Greek authorities set up tents for the homeless residents of the village of Arkalohori in southern Crete on Monday evening, after an earthquake registering 5.8 on the Richter scale killed one person and injured 20.
The majority of the old buildings in Arkalohori sustained heavy damage and were deemed unsafe. Tents were also set up at villages along the municipality of Minoas Pediadas, where hundreds of homes have been damaged.
The Athens Geodynamic Institute said the 5.8 magnitude quake struck at 9:17 a.m, with an epicenter 246 kilometers south southeast of the Greek capital, Athens.
Greece’s Climate Crisis and Civil Protection Ministry said one man had been killed. He was a 65-year-old worker who had fallen from the roof of the church of the prophet Elijah, which partially collapsed due to the earthquake. The son of the deceased, who was nearby in the chapel, remained intact.
Huge stones fell on the road near the car that drove past the temple at the time of the tremors.
“A miracle has happened, and we must light a candle to the Virgin Mary,” the driver Yannis Maragakis told reporters. “At the turn, the car shook, I thought that I had a flat tire, slowed down and drove to the right to stop. And then I saw a spinning stone, a cloud of dust, and then I saw nothing but falling stones. The only way we suffered was that our companion was injured, fortunately it was not serious – out of panic she got out of the car, and she was hit with a stone on the head.”
During the earthquake, the Church of St. Photinia in Roussochoria, closer to the center of the island, received significant damage.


> [Exercise directions] Tally how many lines in the data hold the word "Format", and give the result with no other text.

(Data under study Opens)

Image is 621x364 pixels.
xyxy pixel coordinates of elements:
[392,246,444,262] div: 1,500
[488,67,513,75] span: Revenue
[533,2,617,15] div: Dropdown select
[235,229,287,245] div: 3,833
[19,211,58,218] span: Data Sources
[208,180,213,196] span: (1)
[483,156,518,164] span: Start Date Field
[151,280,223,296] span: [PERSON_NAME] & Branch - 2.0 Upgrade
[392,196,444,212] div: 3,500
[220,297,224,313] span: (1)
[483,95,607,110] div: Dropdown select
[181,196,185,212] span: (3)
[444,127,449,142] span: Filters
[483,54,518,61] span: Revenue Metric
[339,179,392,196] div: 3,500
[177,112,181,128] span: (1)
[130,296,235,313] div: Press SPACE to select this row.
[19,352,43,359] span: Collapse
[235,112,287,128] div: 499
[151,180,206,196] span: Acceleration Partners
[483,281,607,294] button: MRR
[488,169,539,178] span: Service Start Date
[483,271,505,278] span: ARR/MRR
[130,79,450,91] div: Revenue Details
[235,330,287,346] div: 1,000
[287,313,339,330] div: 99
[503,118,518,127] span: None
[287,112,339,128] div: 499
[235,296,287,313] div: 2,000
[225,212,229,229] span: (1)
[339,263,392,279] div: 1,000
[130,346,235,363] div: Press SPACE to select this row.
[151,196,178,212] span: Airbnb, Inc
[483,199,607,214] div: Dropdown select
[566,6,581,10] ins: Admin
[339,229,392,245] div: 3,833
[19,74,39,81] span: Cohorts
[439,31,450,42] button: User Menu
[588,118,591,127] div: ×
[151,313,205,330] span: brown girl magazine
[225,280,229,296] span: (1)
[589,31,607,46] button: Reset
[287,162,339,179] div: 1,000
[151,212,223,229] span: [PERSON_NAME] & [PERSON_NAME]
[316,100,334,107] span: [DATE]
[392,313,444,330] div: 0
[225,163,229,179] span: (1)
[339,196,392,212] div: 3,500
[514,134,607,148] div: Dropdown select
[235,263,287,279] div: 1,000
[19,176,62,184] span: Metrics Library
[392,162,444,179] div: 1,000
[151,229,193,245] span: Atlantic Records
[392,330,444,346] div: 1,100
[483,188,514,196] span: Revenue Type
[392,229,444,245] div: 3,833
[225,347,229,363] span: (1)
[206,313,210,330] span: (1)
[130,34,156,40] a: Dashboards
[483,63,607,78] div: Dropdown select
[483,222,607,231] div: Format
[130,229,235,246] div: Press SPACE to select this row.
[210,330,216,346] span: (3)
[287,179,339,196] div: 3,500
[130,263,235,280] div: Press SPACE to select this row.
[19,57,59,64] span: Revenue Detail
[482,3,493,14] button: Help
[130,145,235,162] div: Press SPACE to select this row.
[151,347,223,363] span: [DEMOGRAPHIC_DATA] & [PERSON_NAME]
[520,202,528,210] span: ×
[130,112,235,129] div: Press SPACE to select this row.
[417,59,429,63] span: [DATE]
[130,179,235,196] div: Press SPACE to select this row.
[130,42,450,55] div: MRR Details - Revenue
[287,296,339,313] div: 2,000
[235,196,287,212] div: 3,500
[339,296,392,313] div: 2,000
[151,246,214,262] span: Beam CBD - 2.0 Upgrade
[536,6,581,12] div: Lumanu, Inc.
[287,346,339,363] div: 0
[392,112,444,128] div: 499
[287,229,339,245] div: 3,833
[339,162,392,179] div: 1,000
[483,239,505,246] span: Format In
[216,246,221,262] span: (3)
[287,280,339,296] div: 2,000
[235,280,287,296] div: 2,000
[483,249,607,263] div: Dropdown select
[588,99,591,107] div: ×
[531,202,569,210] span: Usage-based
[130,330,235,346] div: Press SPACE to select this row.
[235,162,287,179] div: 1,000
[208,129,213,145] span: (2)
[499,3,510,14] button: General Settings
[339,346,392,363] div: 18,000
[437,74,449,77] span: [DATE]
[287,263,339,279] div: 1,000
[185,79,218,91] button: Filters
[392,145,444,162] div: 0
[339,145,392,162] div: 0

(Data under study Closes)

> [Answer box] 2